Under this model, cells are mapped according to their development from unspecialized stem cells toward fully specialized cells within an organism. Thus, at the top of this hierarchy is the unspecialized stem cell and branching off from it the different specialized cells it can potentially differentiate into. This model, while practically useful and accurately representative of the field, brings out many philosophical problems in the field that Dr. Fagan uncovers and attempts to explain.

Questions in the Philosophy of Stem Cell Biology

The model is useful because it provides a meaningful definition of stem cells using the concepts of self-renewal and differentiation. The central question that Dr. Fagan address under this model is whether stem cells have intrinsic nature; that is, whether stem cells are real ontological entities. This is a problem found in philosophy of science and philosophy of biology. In this instance, the concern is that the model fails to take into account the environmental condition under which a cell can be described as a stem cell. The model tacitly assumes that cells are selfsufficient and isolatable entities when in fact that may not be the case. Philosopher of science Nik Brown writes, “Of late, the traditional notion of stem cells as a clearly defined class of intrinsically stable biological objects that can be isolated and purified, has begun to give way to a view of ‘stem-ness’ as temporary, shifting and evanescent.”

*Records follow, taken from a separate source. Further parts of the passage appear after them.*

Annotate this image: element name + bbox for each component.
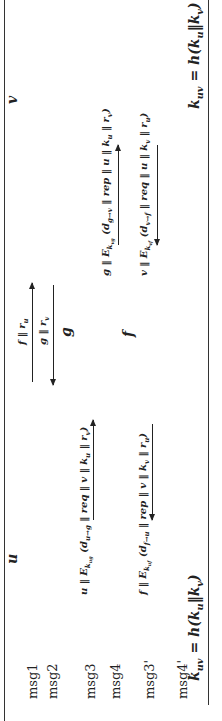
msg2-payload: g ‖ rv [37, 317, 51, 345]
msg3-label: msg3 [83, 663, 98, 699]
msg2-arrow [53, 285, 54, 385]
msg3p-arrow [157, 145, 158, 245]
msg2-label: msg2 [45, 663, 60, 699]
bottom-rule [208, 0, 209, 705]
msg3p-label: msg3' [142, 660, 157, 699]
msg1-label: msg1 [25, 663, 40, 699]
relay-g-label: g [58, 327, 74, 337]
party-v-label: v [4, 96, 20, 104]
msg1-payload: f ‖ ru [16, 318, 30, 345]
session-key-left: kuv = h(ku‖kv) [186, 574, 205, 681]
msg4p-arrow [152, 424, 153, 520]
session-key-right: kuv = h(ku‖kv) [186, 2, 205, 109]
protocol-diagram: u v msg1 msg2 msg3 msg4 msg3' msg4' f ‖ … [0, 0, 222, 721]
msg3p-payload: v ‖ Ekvf (dv→f ‖ req ‖ u ‖ kv ‖ ru) [138, 113, 153, 276]
party-u-label: u [4, 554, 20, 564]
relay-f-label: f [120, 331, 136, 337]
msg3-payload: u ‖ Ekug (du→g ‖ req ‖ v ‖ ku ‖ rv) [78, 427, 93, 595]
top-rule [4, 0, 5, 721]
msg4-arrow [118, 145, 119, 245]
msg1-arrow [32, 283, 33, 382]
msg4-payload: g ‖ Ekvg (dg→v ‖ rep ‖ u ‖ ku ‖ rv) [100, 108, 115, 276]
msg4-label: msg4 [108, 663, 123, 699]
msg3-arrow [93, 420, 94, 520]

Ultimately, whether stem-ness is an intrinsic quality of acell depends upon the explanation of biological mechanisms invoking stem-ness. Because stem cell biology is a relatively new field of experimental biology, an assessment of mechanistic explanations in this field demands not only an evaluation of biological theory, but also a social analysis of stem cell experimental practices. Through a historical survey of the field’s work, Dr. Fagan determines unification as a guiding norm of experimental practice in the field.

Ultimately, Fagan concludes that a reasonable way to conceive of objectivity in stem cell biology is to distinguish between experimental and biological mechanisms. This would allow scientists to delineate between experimental interventions and the actual nature of the biological objects on which they intervene. Dr. Fagan concludes on the matter, “For a therapy to work, it is not enough that the models it is based on mesh with our aspirations and hopes. They must also successfully predict what cells will do when let loose in the body. So it is crucial that stem cell researchers be able to distinguish between features of models of cell development that reflect our interventions and aspirations, and those that reflect ‘cell intrinsic’ pathways or stable features of physiological environments.”

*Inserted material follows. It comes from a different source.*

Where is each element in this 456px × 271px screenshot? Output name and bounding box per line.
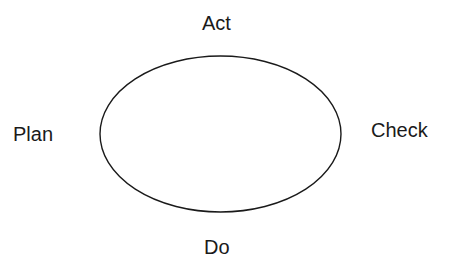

Dr. Fagan is keen to note in this passage that ethical and epistemic values often intersect with medical science, particularly those of public interest, like stem cell biology. The crucial aim of her project is to demonstrate the importance of this interplay for further understanding the science in which we are working and the goals we hope for it to accomplish. Stem cell biology is a unique and constitutive case of this dynamics because it is both a relatively new area of experimental biology as well as a prominent topic of medical promise.